As Congress considers additional legislation to provide relief during COVID-19, President Biden and Vice President Harris have proposed $3 billion in multi-year investments to strengthen the Special Supplemental Nutrition Program for Women, Infants, and Children (WIC). This is a strong commitment to reinvest in WIC’s quality nutrition services to improve health outcomes for pregnant and postpartum women, infants, and children under age five.
WIC’s demonstrated public health success reduces infant death, improves pregnancy and birth outcomes, reduces the risk of preterm birth and low birth weight, improves breastfeeding rates, enhances children’s diet quality, and lowers the prevalence of childhood obesity among young children. WIC support is critical to reducing racial disparities related to healthy food access, diet quality, breastfeeding, and maternal and infant health.
Yet truth be told, despite its successes, WIC is a 20th-century program operating in a 21st-century world. For WIC to have a larger health impact, it must reach the 49 percent of eligible individuals not connected with services. The pandemic required providers to swiftly adapt and reformat a traditionally in-person, clinic-based service to remote or modified operations.
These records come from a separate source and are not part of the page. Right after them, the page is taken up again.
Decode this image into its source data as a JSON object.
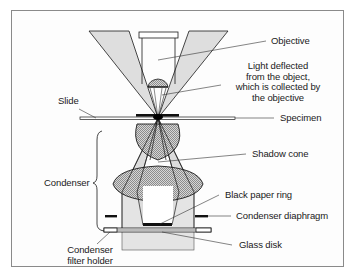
{
  "diagram": {
    "labels": {
      "objective": "Objective",
      "light_deflected": [
        "Light deflected",
        "from the object,",
        "which is collected by",
        "the objective"
      ],
      "slide": "Slide",
      "specimen": "Specimen",
      "shadow_cone": "Shadow cone",
      "condenser": "Condenser",
      "black_paper_ring": "Black paper ring",
      "condenser_diaphragm": "Condenser diaphragm",
      "glass_disk": "Glass disk",
      "condenser_filter_holder": [
        "Condenser",
        "filter holder"
      ]
    },
    "colors": {
      "light_fill": "#d9d9d9",
      "lens_fill": "#b8b8b8",
      "body_fill": "#e4e4e4",
      "line": "#1a1a1a",
      "frame": "#8a8a8a"
    }
  }
}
Not surprisingly, WIC agencies are reporting increases in participation since the beginning of the pandemic. As WIC providers learn key lessons from this experience, thoughtful investments could make a significant difference in the reach of WIC services during and beyond the pandemic.
The proposed Biden-Harris investment is a critical step towards engaging new families, incentivizing continued participation for young children, and leveraging WIC’s proven services to build a healthier nation. These proposed multi-year investments can help WIC enhance benefits for nutritious foods during the COVID-19 pandemic, build stronger outreach to eligible families, and modernize program services to facilitate more effective collaboration with federal and community partners:
Enhanced Food Benefits
One potential barrier to WIC access is the real or perceived value of the WIC food package. While, the COVID-19 pandemic has exacerbated hunger and food insecurity in the United States – with nearly one in six adults with children reporting not having enough to eat – the average WIC benefit is only $41 per month, with an even lower average benefit of $34 for children. The administrative, time and transportation hurdles are often sufficient to discourage participation.
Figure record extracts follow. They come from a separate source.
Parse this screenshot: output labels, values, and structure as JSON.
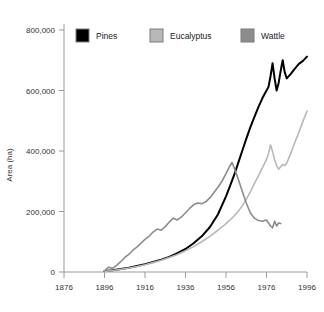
{
  "chart_data": {
    "type": "line",
    "title": "",
    "xlabel": "",
    "ylabel": "Area (ha)",
    "xlim": [
      1876,
      1996
    ],
    "ylim": [
      0,
      800000
    ],
    "grid": false,
    "legend_position": "top",
    "x_ticks": [
      "1876",
      "1896",
      "1916",
      "1936",
      "1956",
      "1976",
      "1996"
    ],
    "x_tick_values": [
      1876,
      1896,
      1916,
      1936,
      1956,
      1976,
      1996
    ],
    "y_ticks": [
      "0",
      "200,000",
      "400,000",
      "600,000",
      "800,000"
    ],
    "y_tick_values": [
      0,
      200000,
      400000,
      600000,
      800000
    ],
    "series": [
      {
        "name": "Pines",
        "color": "#000000",
        "width": 2.0,
        "points": [
          [
            1896,
            3000
          ],
          [
            1900,
            6000
          ],
          [
            1904,
            10000
          ],
          [
            1908,
            14000
          ],
          [
            1912,
            20000
          ],
          [
            1916,
            26000
          ],
          [
            1920,
            33000
          ],
          [
            1924,
            41000
          ],
          [
            1928,
            50000
          ],
          [
            1932,
            62000
          ],
          [
            1936,
            76000
          ],
          [
            1940,
            95000
          ],
          [
            1944,
            118000
          ],
          [
            1948,
            148000
          ],
          [
            1952,
            190000
          ],
          [
            1956,
            250000
          ],
          [
            1958,
            285000
          ],
          [
            1960,
            320000
          ],
          [
            1962,
            360000
          ],
          [
            1964,
            400000
          ],
          [
            1966,
            440000
          ],
          [
            1968,
            478000
          ],
          [
            1970,
            512000
          ],
          [
            1972,
            545000
          ],
          [
            1974,
            575000
          ],
          [
            1976,
            600000
          ],
          [
            1977,
            612000
          ],
          [
            1978,
            648000
          ],
          [
            1979,
            690000
          ],
          [
            1980,
            640000
          ],
          [
            1981,
            600000
          ],
          [
            1982,
            625000
          ],
          [
            1983,
            665000
          ],
          [
            1984,
            700000
          ],
          [
            1985,
            660000
          ],
          [
            1986,
            640000
          ],
          [
            1988,
            655000
          ],
          [
            1990,
            672000
          ],
          [
            1992,
            688000
          ],
          [
            1994,
            698000
          ],
          [
            1996,
            712000
          ]
        ]
      },
      {
        "name": "Eucalyptus",
        "color": "#b8b8b8",
        "width": 1.6,
        "points": [
          [
            1896,
            2000
          ],
          [
            1900,
            5000
          ],
          [
            1904,
            9000
          ],
          [
            1908,
            13000
          ],
          [
            1912,
            18000
          ],
          [
            1916,
            24000
          ],
          [
            1920,
            31000
          ],
          [
            1924,
            39000
          ],
          [
            1928,
            48000
          ],
          [
            1932,
            58000
          ],
          [
            1936,
            70000
          ],
          [
            1940,
            84000
          ],
          [
            1944,
            100000
          ],
          [
            1948,
            118000
          ],
          [
            1952,
            138000
          ],
          [
            1956,
            160000
          ],
          [
            1958,
            172000
          ],
          [
            1960,
            185000
          ],
          [
            1962,
            200000
          ],
          [
            1964,
            218000
          ],
          [
            1966,
            240000
          ],
          [
            1968,
            265000
          ],
          [
            1970,
            292000
          ],
          [
            1972,
            318000
          ],
          [
            1974,
            345000
          ],
          [
            1976,
            372000
          ],
          [
            1977,
            392000
          ],
          [
            1978,
            420000
          ],
          [
            1979,
            398000
          ],
          [
            1980,
            372000
          ],
          [
            1981,
            352000
          ],
          [
            1982,
            340000
          ],
          [
            1983,
            348000
          ],
          [
            1984,
            355000
          ],
          [
            1985,
            352000
          ],
          [
            1986,
            360000
          ],
          [
            1988,
            392000
          ],
          [
            1990,
            428000
          ],
          [
            1992,
            462000
          ],
          [
            1994,
            498000
          ],
          [
            1996,
            532000
          ]
        ]
      },
      {
        "name": "Wattle",
        "color": "#8c8c8c",
        "width": 1.6,
        "points": [
          [
            1896,
            4000
          ],
          [
            1898,
            16000
          ],
          [
            1900,
            12000
          ],
          [
            1902,
            22000
          ],
          [
            1904,
            34000
          ],
          [
            1906,
            48000
          ],
          [
            1908,
            58000
          ],
          [
            1910,
            72000
          ],
          [
            1912,
            82000
          ],
          [
            1914,
            95000
          ],
          [
            1916,
            108000
          ],
          [
            1918,
            118000
          ],
          [
            1920,
            132000
          ],
          [
            1922,
            142000
          ],
          [
            1924,
            138000
          ],
          [
            1926,
            150000
          ],
          [
            1928,
            165000
          ],
          [
            1930,
            178000
          ],
          [
            1932,
            172000
          ],
          [
            1934,
            182000
          ],
          [
            1936,
            196000
          ],
          [
            1938,
            210000
          ],
          [
            1940,
            222000
          ],
          [
            1942,
            228000
          ],
          [
            1944,
            226000
          ],
          [
            1946,
            232000
          ],
          [
            1948,
            245000
          ],
          [
            1950,
            262000
          ],
          [
            1952,
            280000
          ],
          [
            1954,
            300000
          ],
          [
            1956,
            325000
          ],
          [
            1958,
            352000
          ],
          [
            1959,
            362000
          ],
          [
            1960,
            345000
          ],
          [
            1962,
            308000
          ],
          [
            1964,
            268000
          ],
          [
            1966,
            228000
          ],
          [
            1968,
            196000
          ],
          [
            1970,
            178000
          ],
          [
            1972,
            170000
          ],
          [
            1974,
            168000
          ],
          [
            1976,
            172000
          ],
          [
            1978,
            152000
          ],
          [
            1979,
            146000
          ],
          [
            1980,
            168000
          ],
          [
            1981,
            152000
          ],
          [
            1982,
            162000
          ],
          [
            1983,
            160000
          ]
        ]
      }
    ]
  },
  "legend": {
    "items": [
      {
        "label": "Pines",
        "color": "#000000"
      },
      {
        "label": "Eucalyptus",
        "color": "#b8b8b8"
      },
      {
        "label": "Wattle",
        "color": "#8c8c8c"
      }
    ]
  }
}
What makes WIC different from the other federal nutrition supports is that WIC’s strong science-based nutrition requirements assure that food benefits are directed toward nutritious foods that support a child’s growth and development.
By way of example, WIC participants receive a monthly Cash Value Benefit (CVB) for fruit and vegetable purchases, but the value is far too low to assure regular access to the number of nutritious foods required to make significant impacts on health outcomes – only $2.25 per week for children. Congress should increase the Cash Value Benefit to $35 per month and assure adequate funding to sustain the enhanced benefit levels during the pandemic. Doing so would be entirely consistent with bipartisan legislation introduced last year by Reps. Kim Schrier (D-WA) and Ron Wright (R-TX) and the 2017 independent review of the WIC food packages conducted by the National Academies of Sciences, Engineering, and Medicine (NASEM).
Outreach
For families to access WIC and its critical health benefits, they need to know about WIC. Businesses understand that they must advertise their products to attract consumers. This is no different for WIC. Before the pandemic, WIC was serving approximately 51% of all eligible individuals – which still accounts for 45% of all infants born in the United States. With pre-pandemic participation declining since 2010, support of a national outreach strategy that communicates the importance of the program to expectant parents and newly eligible families is crucial. With a strong majority of WIC participants (71%) receiving healthcare through Medicaid, there are also opportunities for direct referrals and targeted outreach.
Outreach is especially critical in reach communities of color, immigrant or mixed-status families, and rural communities. Congress should provide dedicated outreach funding to strengthen ongoing state WIC agency efforts, build out additional digital and web-based tools to screen potentially eligible families and streamline enrollment, facilitate a national outreach strategy, and enhance culturally relevant and targeted outreach materials.
Innovation
State WIC agencies were developing new tools and partnerships to address participation and streamline clinic services before the pandemic, and those efforts have only accelerated as providers moved to remote or modified services since March 2020. The development of national-scale technology innovations, coordinated by USDA, to allow individuals to screen for WIC eligibility, initiate an application, and securely share electronic documents with WIC clinics could have a significant impact on connecting new participants with the program. These technology innovations could be complemented by funding to enhance local-level collaborations between WIC and physicians, to enhance local referral networks, improve access to healthcare, and strengthen community health initiatives.
WIC’s partnership with other healthcare and food assistance programs is also key to unlocking additional participation. Congress can direct funding to support federal-level collaborations between USDA and the Departments of Health and Human Services and Interior to facilitate data-sharing and referrals between WIC, SNAP, Medicaid, and the Indian Health Service. While WIC also partners closely with local producers through farmers’ markets, additional funding is needed to modernize the WIC transaction at farmers’ markets. This is essential to enable WIC families to redeem both the WIC Cash Value Benefit and Farmers Market Nutrition Program vouchers in a cost-efficient, modern manner.